Petru Giovacchini - Works

Works

The literary works of Petru Giovacchini were:

  • Musa Canalinca (1929)
  • Rime notturne (1930)
  • Aurore, poesie corse (1936)
  • Corsica Nostra (1942)
  • Archiatri pontifici corsi (1951)

The Corsican Italians who promoted the ideal of Corsican irredentism published mainly in Italy, because of the persecutions from the French regime in the island. This was the case of Petru Giovacchini, who (after his initial poems Musa canalinca and Rime notturne, done when young) wrote his main literary works in Italy.

Indeed, he wrote Aurore, poesie corse in 1936 in Livorno, followed by Corsica nostra and the Archiatri pontifici corsi in 1942 and 1951 in Rome (the last, just a few years before his premature death).

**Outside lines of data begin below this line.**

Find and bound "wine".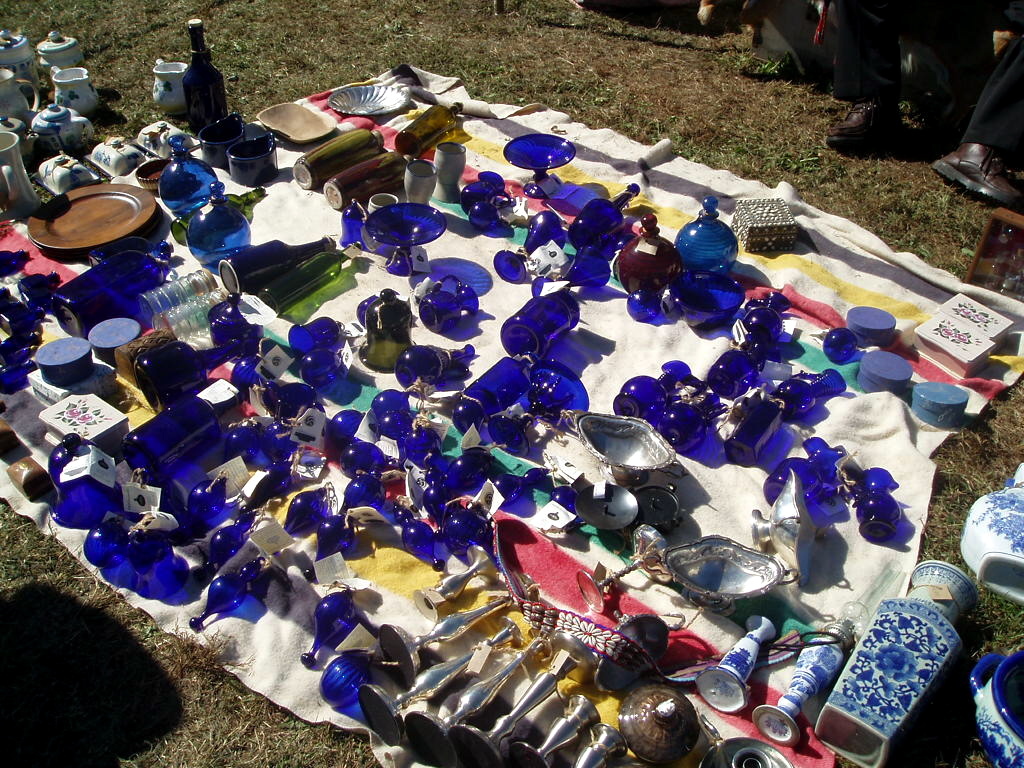
Bound: <bbox>218, 242, 339, 293</bbox>.
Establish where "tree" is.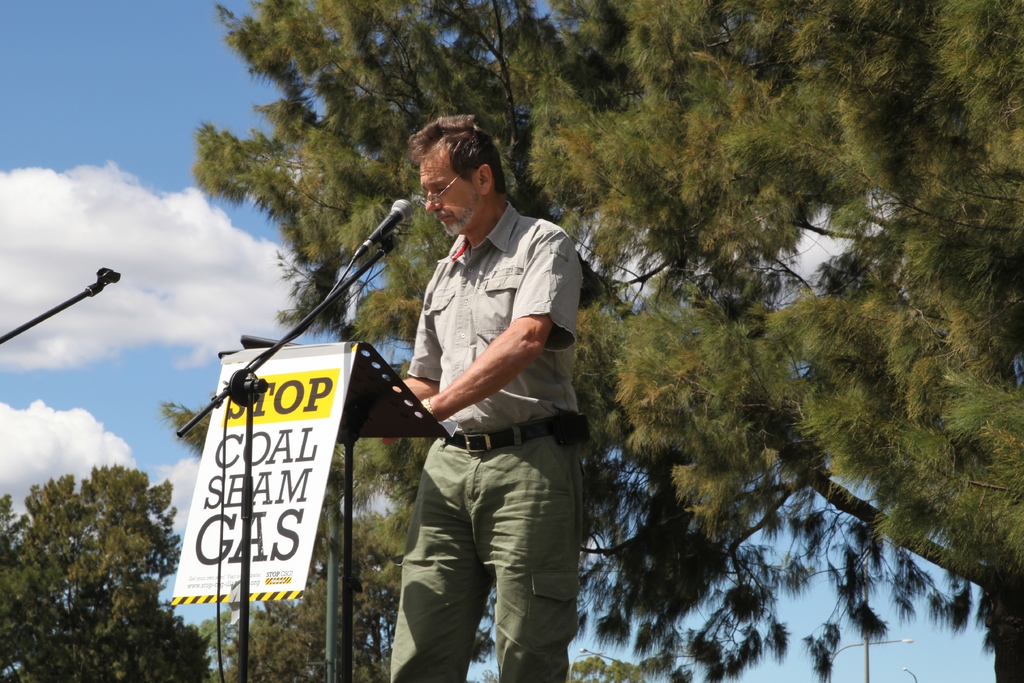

Read more about this topic:  Petru Giovacchini

Famous quotes containing the word works:

    That man’s best works should be such bungling imitations of Nature’s infinite perfection, matters not much; but that he should make himself an imitation, this is the fact which Nature moans over, and deprecates beseechingly. Be spontaneous, be truthful, be free, and thus be individuals! is the song she sings through warbling birds, and whispering pines, and roaring waves, and screeching winds.
    Lydia M. Child (1802–1880)

    Every man is in a state of conflict, owing to his attempt to reconcile himself and his relationship with life to his conception of harmony. This conflict makes his soul a battlefield, where the forces that wish this reconciliation fight those that do not and reject the alternative solutions they offer. Works of art are attempts to fight out this conflict in the imaginative world.
    Rebecca West (1892–1983)

    ...A shadow now occasionally crossed my simple, sanguine, and life enjoying mind, a notion that I was never really going to accomplish those powerful literary works which would blow a noble trumpet to social generosity and noblesse oblige before the world. What? should I find myself always planning and never achieving ... a richly complicated and yet firmly unified novel?